What arrogance and self centredness

1 in 10 U.S. Iraq veterans suffers stress disorder

Survey finds returning soldiers haunted by nightmares, flashbacks

CHICAGO - Nearly one in 10 American soldiers who served in Iraq were diagnosed with post-traumatic stress disorder, most after witnessing death or participating in combat, according to a Pentagon study that could add fodder to a budget battle in Congress over veterans' health care.

Overall, the study found more than a third of U.S. soldiers received psychological counseling soon after returning from Iraq.

Nineteen percent met the military’s “risk criteria for a mental health concern” such as post-traumatic stress or depression. That's compared to 11.3 percent among veterans who served in Afghanistan and 8.5 percent from deployments elsewhere, the report published in the Journal of the American Medical Association said.

The survey covered 222,620 Army soldiers and Marines returning

from Iraq, 16,318 from Afghanistan and 64,967 from other deployments.

The researchers did not find the results surprising, because the military has a new mental health screening program for returning soldiers and is encouraging them to get help early to prevent serious problems later, said study co-author Dr. Charles Hoge, a colonel at the Walter Reed Army Institute of Research.

Because of the new screening program, the findings cannot be compared to those from previous wars, Hoge said.

Mental health screening of veterans showed 21,620 out of 222,620 returning from Iraq and assessed over the year ending April 30, 2004, suffered from post-traumatic stress -- a disorder that can lead to nightmares, flashbacks and delusional thinking.

Of those diagnosed with post-traumatic stress, 80 percent said they had witnessed people being killed or wounded or had participated in combat and fired their weapon, the report said. Of those not diagnosed, half had experienced violence or combat.

Medical authorities first accepted post-traumatic stress disorder as a psychiatric condition in 1980 at the urging of Vietnam veterans. A previous study by Hoge and his colleagues found 15 percent to 17 percent of soldiers returning from Iraq showed signs of the disorder, and many were reluctant to seek help because of the stigma attached to mental illness.

Post-traumatic stress disorder and other combat-related mental problems can lead to family strife, divorce, alcohol and substance abuse, and unemployment.

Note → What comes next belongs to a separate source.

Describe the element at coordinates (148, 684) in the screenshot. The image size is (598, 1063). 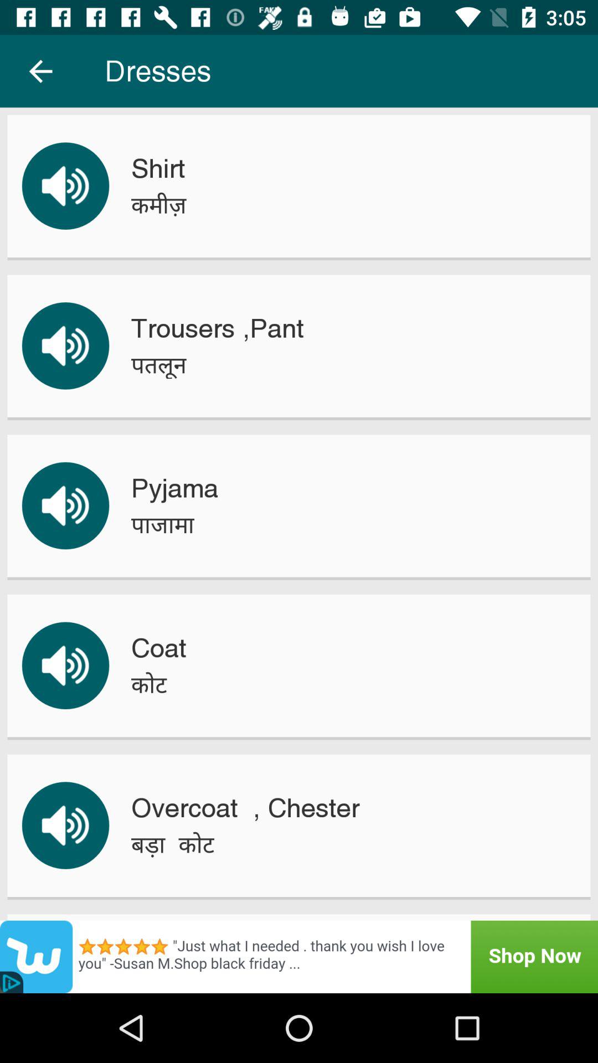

Veterans' advocates said the finding supports their call for increased spending on mental health care for Iraq veterans.

President Bush's budget plan includes a 6 percent increase in spending for the Department of Veterans Affairs. But some in Congress say that is not enough because the increase hinges on more than $1 billion in cuts in other VA spending and the approval of new fees and co-payments for some veterans.

"This budget would ultimately shortchange veterans who need mental health services," said Ralph Ibson, a vice president of the National Mental Health Association. "This study can and should be a wake-up call in terms of veterans' mental health needs."

Shortly after starting the ground war in Iraq in 2003, the Pentagon began requiring returning service members to complete a three-page survey that is used to decide who needs further help.

In prior wars, mental health issues weren't studied until years, sometimes decades, after the soldiers came back," Hoge said. "For this war, we're doing it differently. Research is influencing policy and we're adjusting policies as the data come in."

1 in 10 U.S. Iraq veterans suffers stress disorder

___________

Have these animals considered the effect of their murderous bombings and use of DU and phosphorus? How many they have killed? How much they have destroyed? What havoc and suffering they have inflicted on how many innocent civilians.

All they can think of is the effect on the poor American soldier.

Why the hell did that animal go to Iraq in the first place?